The U.S. Department of Homeland Security and its disaster relief agency is withholding about $10.4 million in federal grant dollars to reimburse Pima County for services it provided to migrants due to “significant concerns” that some funding might have been used to encourage their entry into the United States.
In a letter to Pima County this week, the Federal Emergency Management Agency said it will be withholding payments from three grants the county used to operate migrant shelters, through the agency’s Shelter and Services Program.
Pima County is owed about $10.4 million from the feds, said Pima County Administrator Jan Lesher. About $5.8 million had already been submitted for reimbursement and about $4.6 million had yet to be sent to FEMA, she said.
The pause hitting Pima County is part of a larger review by FEMA into organizations that provide aid to migrants, the Associated Press has reported.
Pima County Administrator Jan Lesher, in a March 12 memo, said the letter from DHS was received earlier in the day.
The letter notified the county that FEMA was temporarily withholding payment for three grants awarded to Pima County through the agency’s Shelter and Services Program. Those grants totaled $52.6 million.

Pima County says the feds owe it about $10.3 million in reimbursement for services the provided migrants before it closed its two Tucson shelters in January.
“The Department of Homeland Security has significant concerns that SSP funding is going to entities engaged in or facilitating illegal activities,” said the letter sent by Cameron Hamilton, the interim head of FEMA. “The Department is concerned that entities receiving payment under this program may be guilty of encouraging or inducing an alien to come to, enter, or reside in the United States.”
The federal law Hamilton cites is used to prosecute smugglers accused of bringing migrants into the United States.
Hamilton asked the county respond within 30 days.

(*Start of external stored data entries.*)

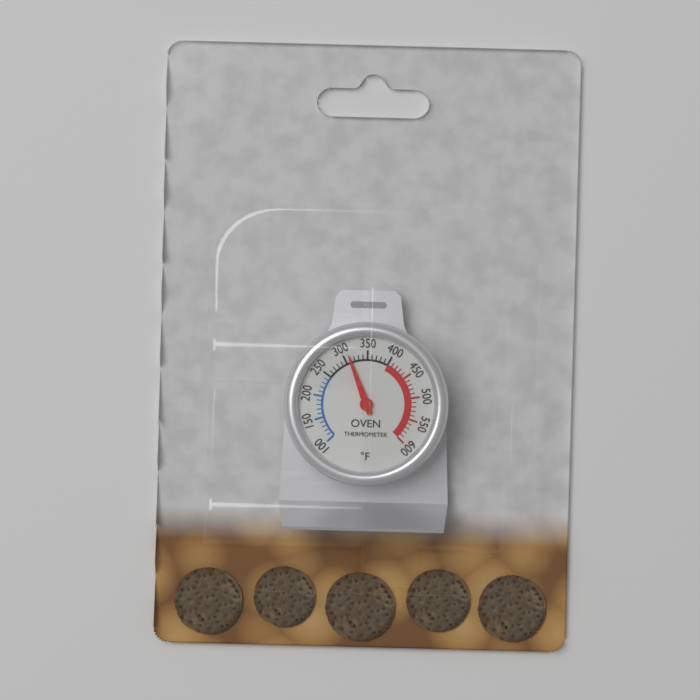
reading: 310 °F
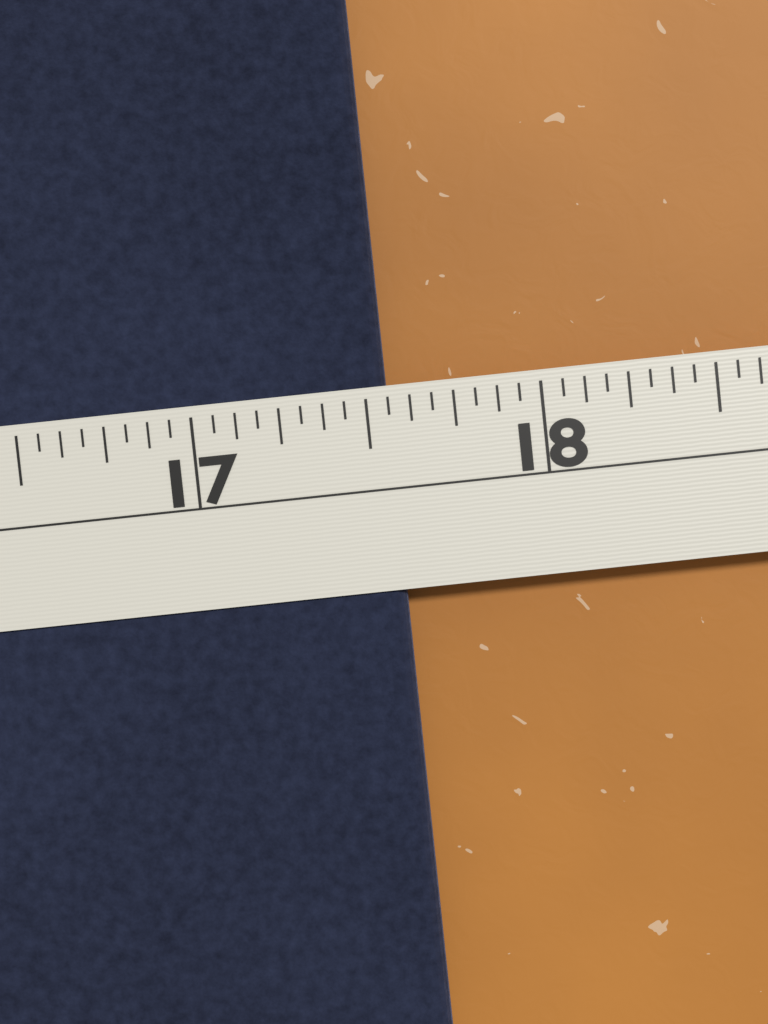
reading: 17.5625 in
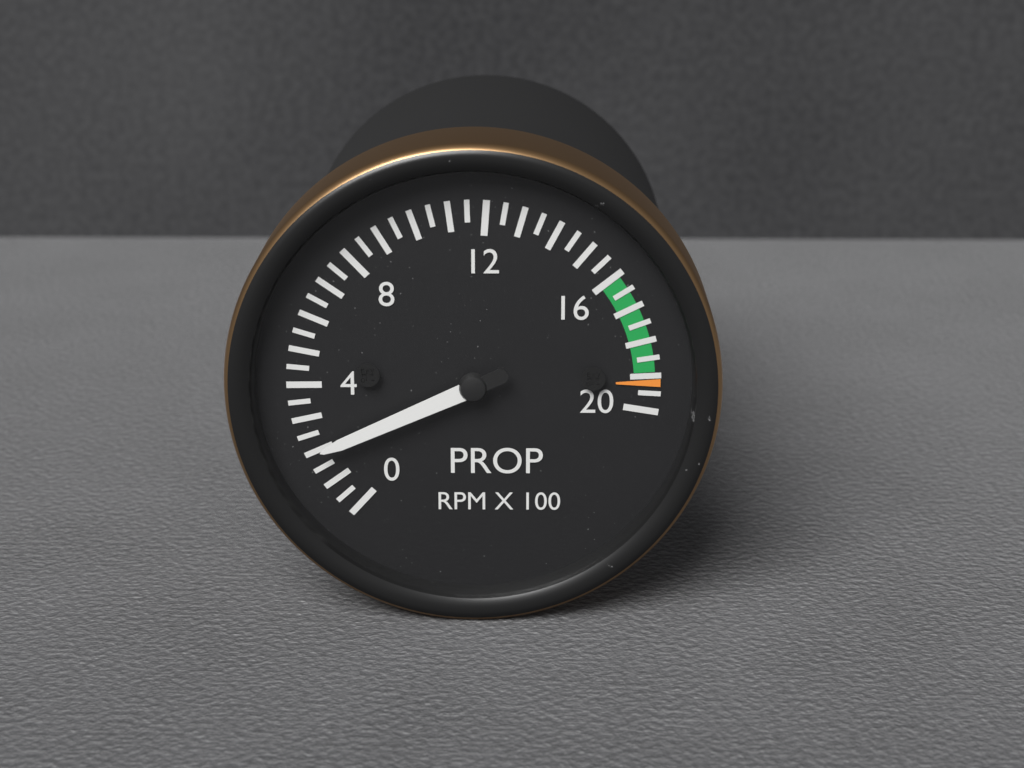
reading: 2.0 RPM X 100
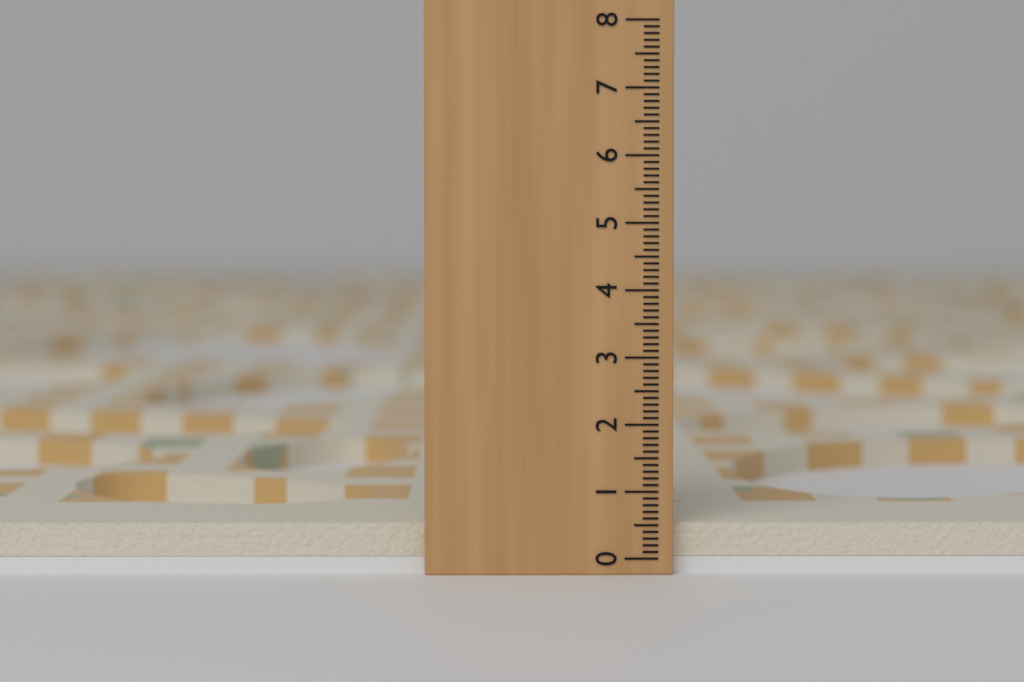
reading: 0.5 (no unit)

The county was told to send “All documents regarding the aliens with whom your organization and your subrecipients and contracts interacted with in carrying out the scope of your SSP award, including their names and contact information,” along with what specific services were provided.

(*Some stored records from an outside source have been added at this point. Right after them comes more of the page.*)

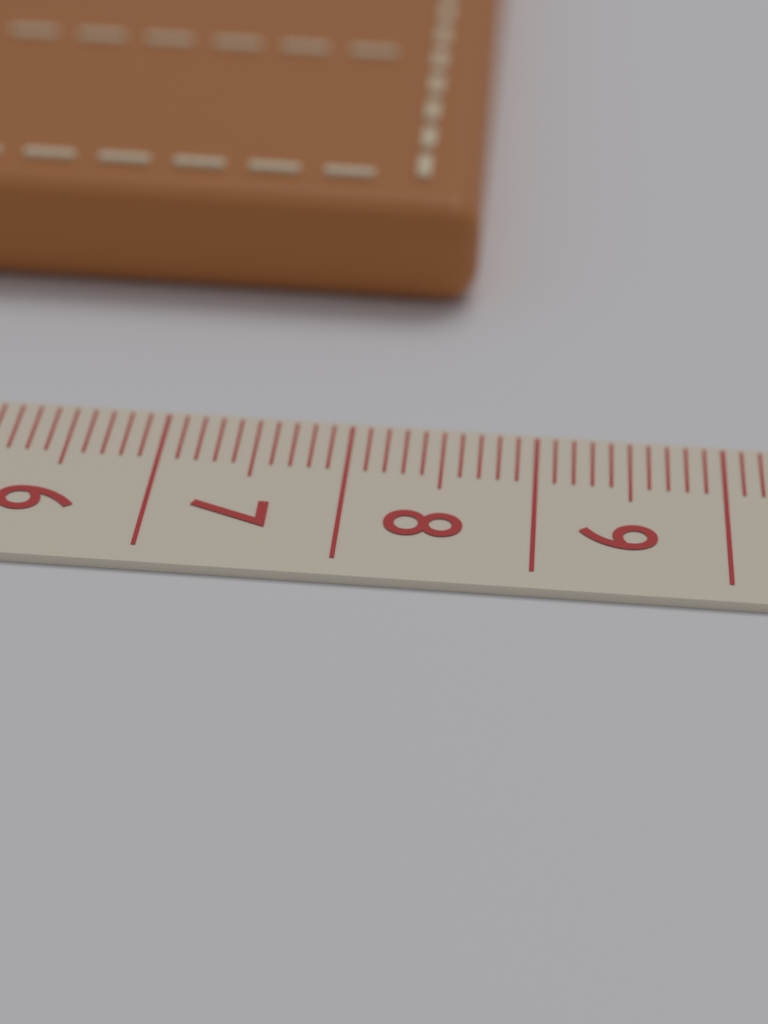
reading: 8.6 cm
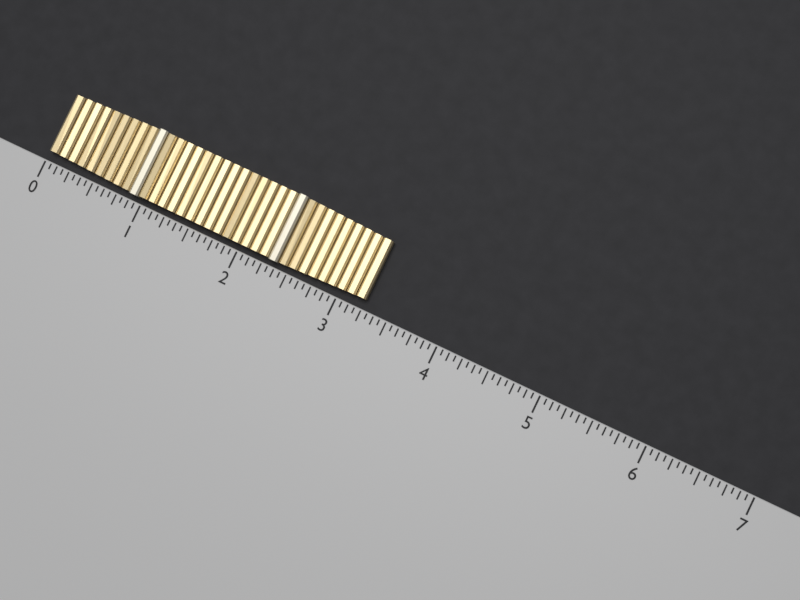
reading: 3.2500 (no unit)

The county has 60 days to appeal FEMA’s action.
Lesher is set to update Supervisors about the funding pause during their meeting Tuesday.
The Pima County migrant-aid program started in 2019 and grew in 2023, when the number of asylum-seekers increased.
The county has sheltered approximately 518,868 asylum-seekers since 2019 and received more than $117 million from the federal government for temporary sheltering, as previously reported in January, when the county closed its two migrant aid shelters.
The county’s program has been entirely federally funded.
FEMA’s program awarded over $640 million in the 2024 fiscal year to state and local governments, as well as organizations across the country to help deal with large numbers of migrants crossing the U.S.-Mexico border. Cities including New York, Philadelphia, Chicago and Denver, as well as organizations such as United Way of Miami and “several branches of Catholic Charities,” received SSP funding, the Associated Press reported.
Lesher, in her memo to county supervisors, said the same FEMA letter was also sent to the state, Maricopa and Yuma counties and an unnamed Maricopa County-based nonprofit.